On 2018.01.07 15:50, Thomas Baumgart wrote:
Jack,

On Sonntag, 7. Januar 2018 15:13:26 CET Jack wrote:

[...]

Thanks. My big problem now is that because I generally forget to "make uninstall" before I start a new compile, the area where I install all my test versions is very cluttered with files that are no longer created, and many of them cause console errors, which are probably meaningless, but are certainly annoying. I can't totally clean out that area, since I have some other test apps installed there also. I either need to be more careful to use "make uninstall" or perhaps create separate areas for each app I'm testing in this manner.

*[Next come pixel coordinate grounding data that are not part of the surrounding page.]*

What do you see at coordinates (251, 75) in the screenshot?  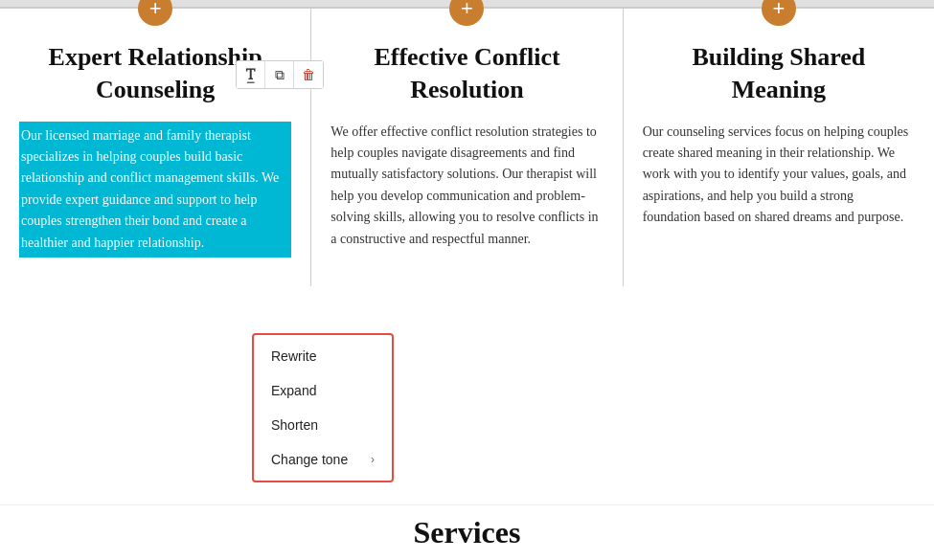 I see `text-format-button: T̲` at bounding box center [251, 75].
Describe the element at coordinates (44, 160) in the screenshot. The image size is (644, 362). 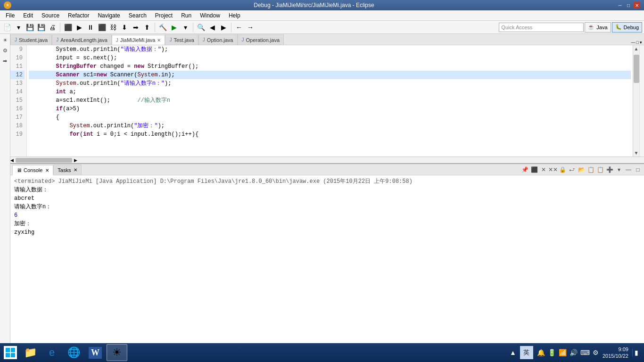
I see `h-scroll-thumb` at that location.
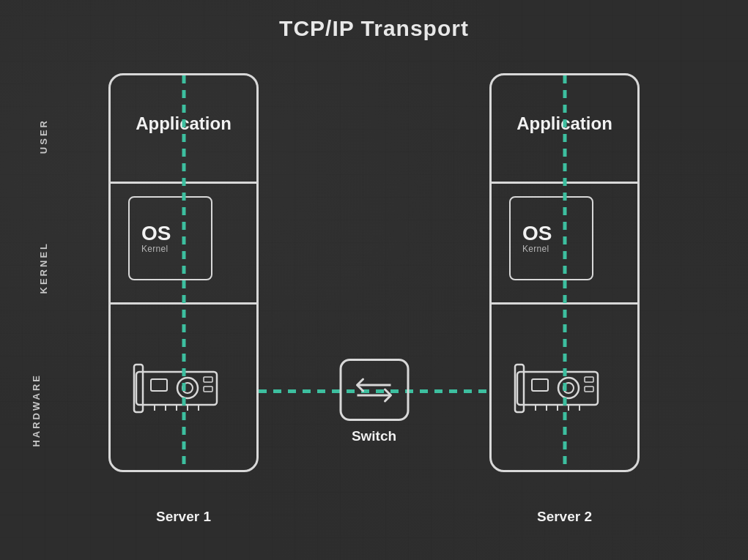  I want to click on layer-label-hardware: HARDWARE, so click(37, 410).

Ha, you're not alone with this. It happens to me all the time. In case you forgot to uninstall but notice it before you do another install you can do this in the top build directory:

  cat install_manifest.txt | xargs rm
You need to do this before you do the "make" or it will try to remove all files from the newly compiled version. My problem was due to NOT removing files from an older version that are no longer created (or created in different directories) by the new version. I suspect MOST of those are harmless, but based on some of the output I've seen, old plugins can cause problems (or just nasty output) if they fail to load because of changes in the whole plugin system. As I said - nothing to actually crash the program (that I've found yet) but enough error messages to not want to trust things as is.

If you install into system dirs you might have to run this as root. YMMV.

Plus, I have to install in /usr to make things working (don't do this environment stuff). When I rerun cmake, something the install path is setup with /usr/local and then things go strange as well. Plus, on my openSUSE system the default KDE_INSTALL_PLUGINDIR is not correct, so I have to set this as well. Just recently I had to remove all sorts of *printcheck* files and directories to clean things out.
For me, only distro installed stuff goes in /usr. Some of my own compiles go in /usr/local. However, testing versions of KMM go into either ~/KDE/install/ or ~/KDE/installframe/ and I have scripts set up to make it all work without stomping on any system versions.